I saw a Stan Lee interview a long time ago where he was recounting the creation of Spider-Man, where halfway through he mischeviously winked at the camera and said “I’ve told this story so many times that for all I know it’s true”.
That caveat pretty much applies to any story Lee told about the birth of Marvel’s second wave of superheroes in the nineteen sixties. Even if we discount Stan’s (well earned) legendary reputation for self promotion and myth-making, he was an old man with a failing memory. But, screw it. That’s pretty much all of human history. A story we’ve told ourselves so many times, that for all we know it’s true.
There are conflicting versions of how the Fantastic Four came to be. Stan Lee said that he conceived the idea after publisher Martin Goodman asked him to come up with a superhero team to compete with DC’s then-new Justice League of America. Jack Kirby disputed this, claiming that the team was principally his idea and functioned as a continuation of his work on Challengers of the Unknown for DC. My opinion is…it really doesn’t matter. The book is credited as the co-creation of Jack Kirby and Stan Lee, and if you read it, it becomes immediately clear that it is a co-creation of Jack Kirby and Stan Lee. If you replaced either Kirby’s art or Lee’s writing, it wouldn’t be the same thing. Both men put their stamp on it, and hard. What is, I think, un-contestable is that The Fantastic Four #1 is the single most influential comic book issue since Action Comics debuted in 1938.

While Superman’s debut launched the comic book superhero genre, it had peaked and waned in the years after World War 2. The Fantastic Four not only re-kindled interest in the genre, it set it on the path to near total conquest of the American comic book landscape. This one book acted as a cauldron for concepts that shaped the entire industry, both in a fictional and technical sense. It was working on this book where Kirby and Lee pioneered the “Marvel Method”, where instead of a full script, the writer contributed a broad outline, leaving the artist discretion to shape individual story beats, with the writer then returning at the end of the process to craft dialogue. This was the method that allowed Stan Lee to be so insanely prolific throughout the sixties and much of the seventies. The book also introduced more psychological and narrative complexity than was typical of comic books of the era, when they were still seen as a medium for children. And, of course, I could spend all day listing the iconic characters that were introduced in the pages of this one book and how it acted as the Big Bang for the nascent Marvel comics universe. Fantastic Four was the book where Stan Lee became STAN LEE and Jack Kirby became JACK KIRBY. Although they were both seasoned industry veterans, it was here that Lee honed his trademark mix of action, medodrama and wise-acre comedy. And Kirby? Kirby underwent a transformation from a talented artist to a one-of-a-kind icon of the medium.

As for adaptation to other media, the Four has been well represented with numerous animated series and a radio show in the seventies starring NO FUCKING WAY THAT IS TRUE! BILL MURRAY?! BILL MURRAY PLAYED THE HUMAN TORCH!!!?!

But for such an important property, the jump to live action took a lot longer. This is just a difficult property to adapt. It’s one thing to stick a stuntman in a Spider-man costume and have him punch a few goons. It’s quite another to set him on fire and launch him into space to battle world-devouring space gods (the union will fucking eat you alive). So it wasn’t until the late eighties when special effects driven science fiction was having a moment that the rights were finally sold. That resulted in a movie so good that Roger Corman hid it under the floorboards to ensure it was never tainted by the eyes of a sinful world. Come the 2000s the rights were picked up by Fox and we got the Time Story duology which, while undergoing something of a positive reappraisal these days, were deeply compromised.
Then there was JESUS CHRIST WHAT EVEN IS THIS?

But, at last, here we are. The Fantastic Four, in the MCU, as God and Kevin Feige intended, coming back to rekindle interest in a superhero genre that had almost died due to lack of interest.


- Aim of the exercise: Would you return exactly the lines from the top of the data below through the one containing "Task: Click on the span: Chercher", leaving out the pictures?

Collected data
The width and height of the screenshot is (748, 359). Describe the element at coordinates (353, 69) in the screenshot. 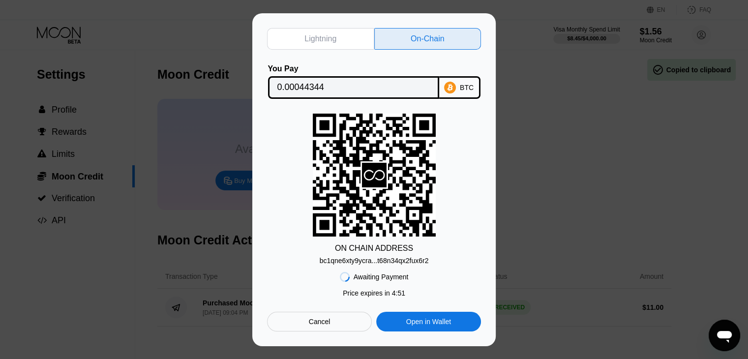

I see `div: You Pay` at that location.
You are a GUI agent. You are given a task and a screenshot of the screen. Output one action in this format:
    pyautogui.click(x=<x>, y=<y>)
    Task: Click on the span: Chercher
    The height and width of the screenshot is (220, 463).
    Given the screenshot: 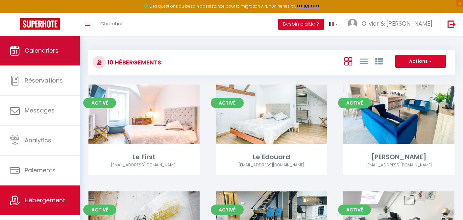 What is the action you would take?
    pyautogui.click(x=112, y=23)
    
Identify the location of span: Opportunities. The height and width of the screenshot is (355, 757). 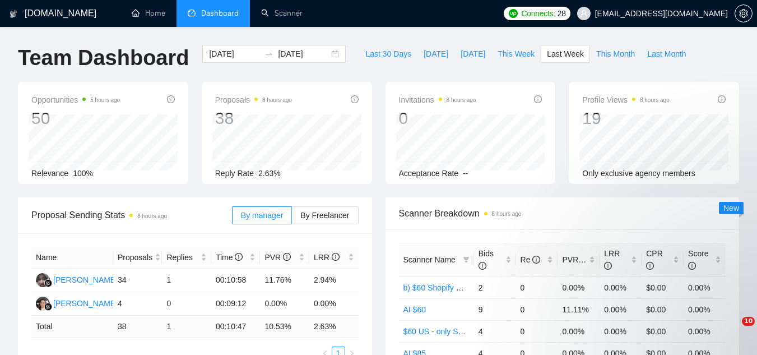
(76, 100).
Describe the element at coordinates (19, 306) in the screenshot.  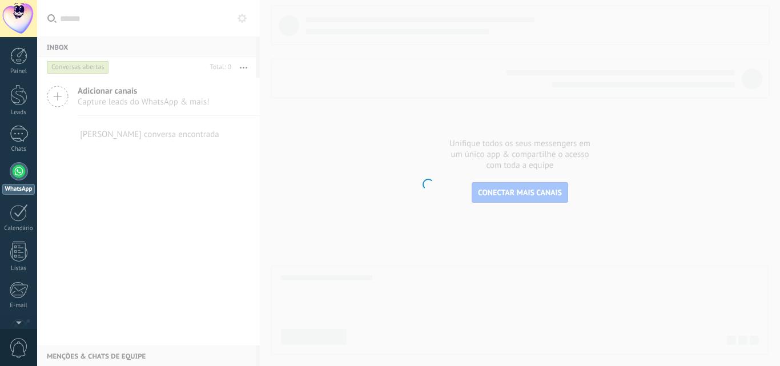
I see `div: E-mail` at that location.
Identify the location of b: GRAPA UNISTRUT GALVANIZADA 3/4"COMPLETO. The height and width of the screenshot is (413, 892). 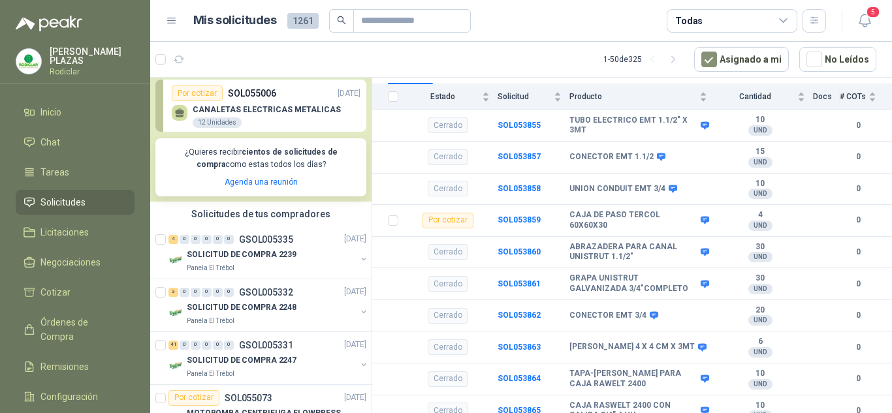
(634, 283).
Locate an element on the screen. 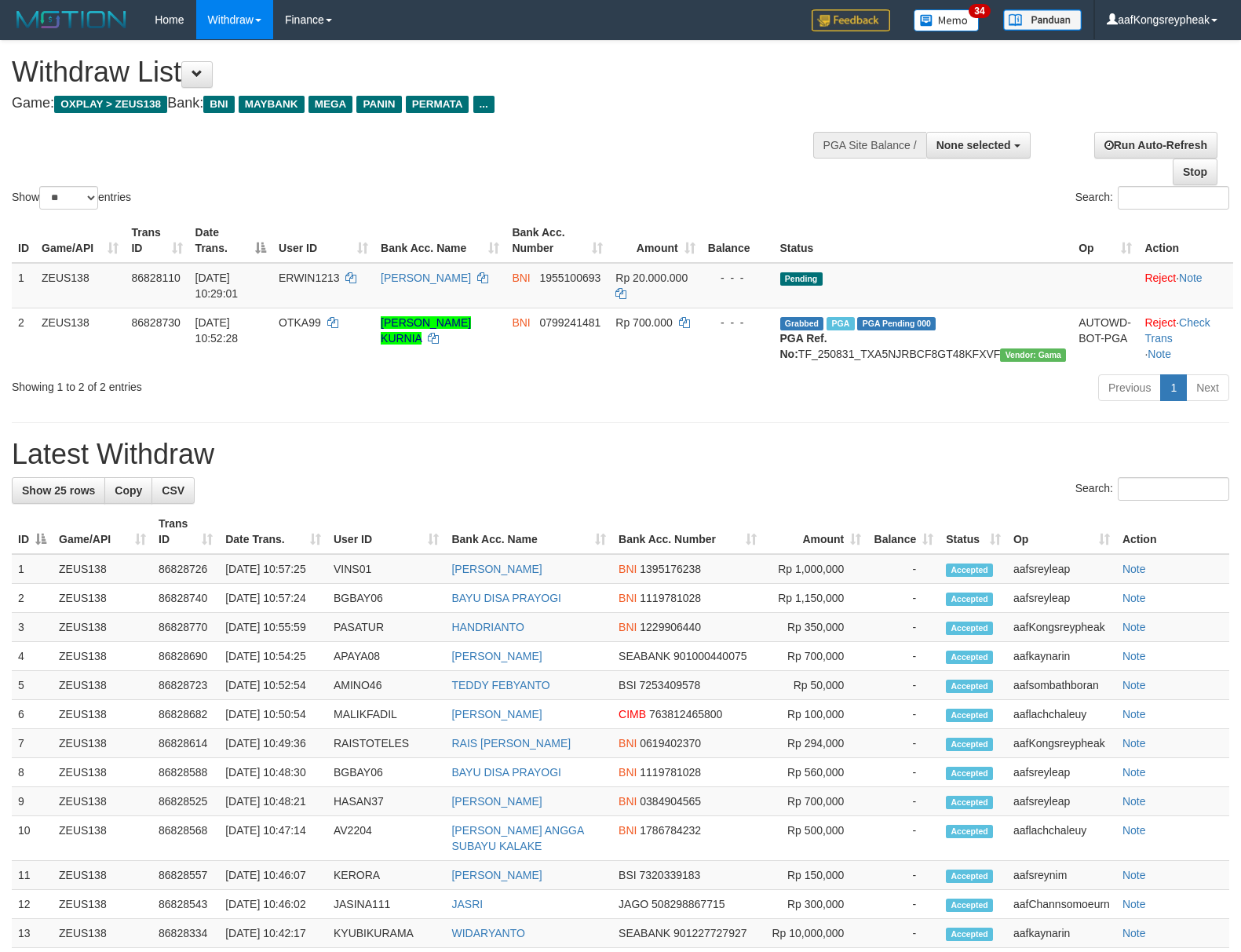 This screenshot has height=952, width=1241. td: Rp 150,000 is located at coordinates (815, 875).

- Answer section:
The width and height of the screenshot is (748, 359). Describe the element at coordinates (353, 69) in the screenshot. 

I see `div: You Pay` at that location.
You are a GUI agent. You are given a task and a screenshot of the screen. Output one action in this format:
    pyautogui.click(x=<x>, y=<y>)
    Task: Click on the span: Chercher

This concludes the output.